I was drawn to it because of the “recommended reading” tag by The New York Times.  It’s a book everyone should read, especially those who grew up in the South. It’s eye-opening and, likely for some, life-changing.

Virtually all of my “growing up” time, my truly formative years, was spent in the South, the segregated South, with “Whites Only” and “Coloreds” signs in evidence on many doorways and water fountains. It was where, in elementary school in Norfolk, Va., where I did most of my growing up, we stood, once each year, outside around the flagpole with the U.S. and Virginia state flags fluttering, to commemorate Confederate Veterans Day. (We did not do the same for [U.S.] Veterans Day.) And, in 1958, the governor, to thwart mandated desegregation, closed schools in Virginia, so I sat out virtually all of that sophomore school year. Even when we eventually returned with just a few months of the school year remaining, we were disrupted most days, having to evacuate the building because of threats and smoke bombs being tossed into the hallways and cafeteria. All to preserve segregation (and the myth).

I’ve also touched on that time for the Virginian-Pilot, my home-town newspaper that I read and delivered as a youth in Norfolk.

The first was “Lessons from the Blue Room” (https://www.pilotonline.com/opinion/columns/article_d3c1ead3-6125-53d7-9d32-f5468a882fd4.html). The Blue Room was a small diner situated in the Black neighborhood directly across the street from my high school. It featured two big lures – great chili dogs and a pool table. I learned a lot at the Blue Room, about pool and about life.

Another was “In Search of Earl” (https://www.pilotonline.com/opinion/columns/article_990c7b6e-16ca-5285-9cf3-88c7acbe4e19.html) about a childhood friend during a short sojourn from the segregated South in 1950 California.

Seidule’s book has prompted me to think even more about my time in the “old South,” including my time in the U.S. Army in North Carolina at Ft. Bragg (named after an inept and despised, by his own, Confederate general). That will include an incident that likely would have resulted in great bodily harm or, perhaps even death, to me and a fellow soldier had it not been for that African-American G.I.’s common sense.

As many of you know, I’m in the process of writing a chronicle (book) for our grandchildren that Joyce and I are compiling about us and what we know about those who came before us.

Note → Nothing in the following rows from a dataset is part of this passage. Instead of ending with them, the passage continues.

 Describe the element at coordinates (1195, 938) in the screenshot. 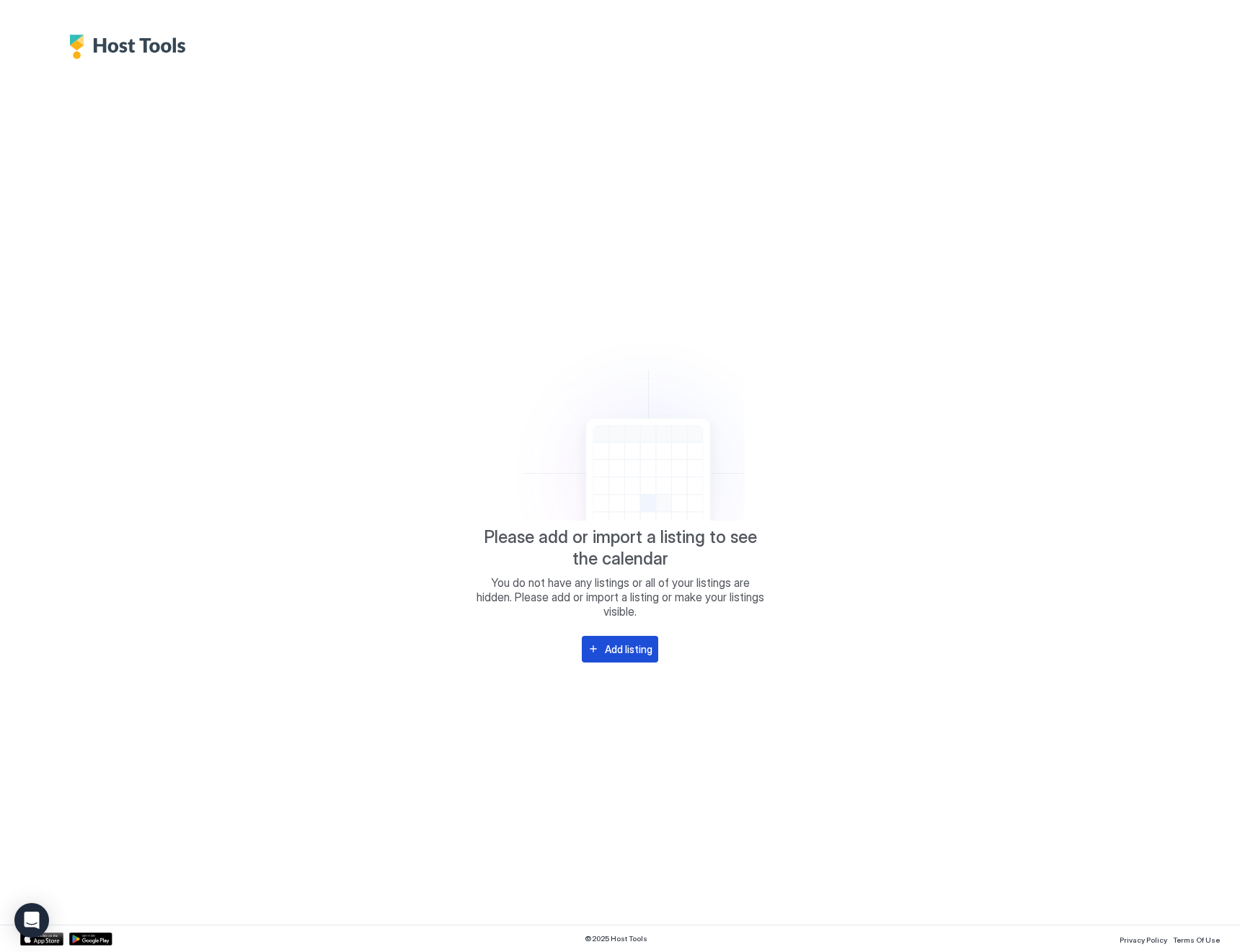

I see `a: Terms Of Use` at that location. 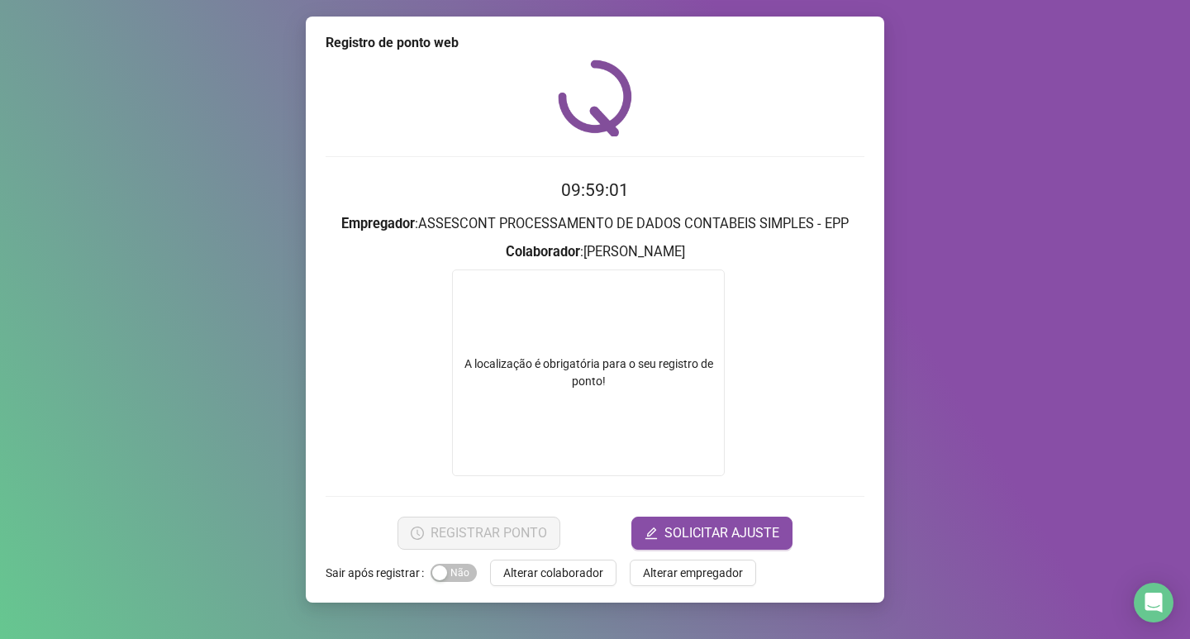 I want to click on div: Open Intercom Messenger, so click(x=1154, y=603).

It will include stories about our time growing up in the “Old South.” (All Joyce’s kin are from the Carolinas.) I will post virtually all entries on my blog, “Going Over Seventy,” as each part is produced.

When I post new entries, I will also post an alert on Facebook; however, I do ask that you “sign up” for my blog, if truly interested, so you’ll be notified of new entries and make it easier to comment – which I strongly encourage. Everyone needs an editor, especially me! And as one of my former students, now dear, dear friend, said: Tables turned! My former students get to edit me instead of me editing them! That’s something that I relish, greatly!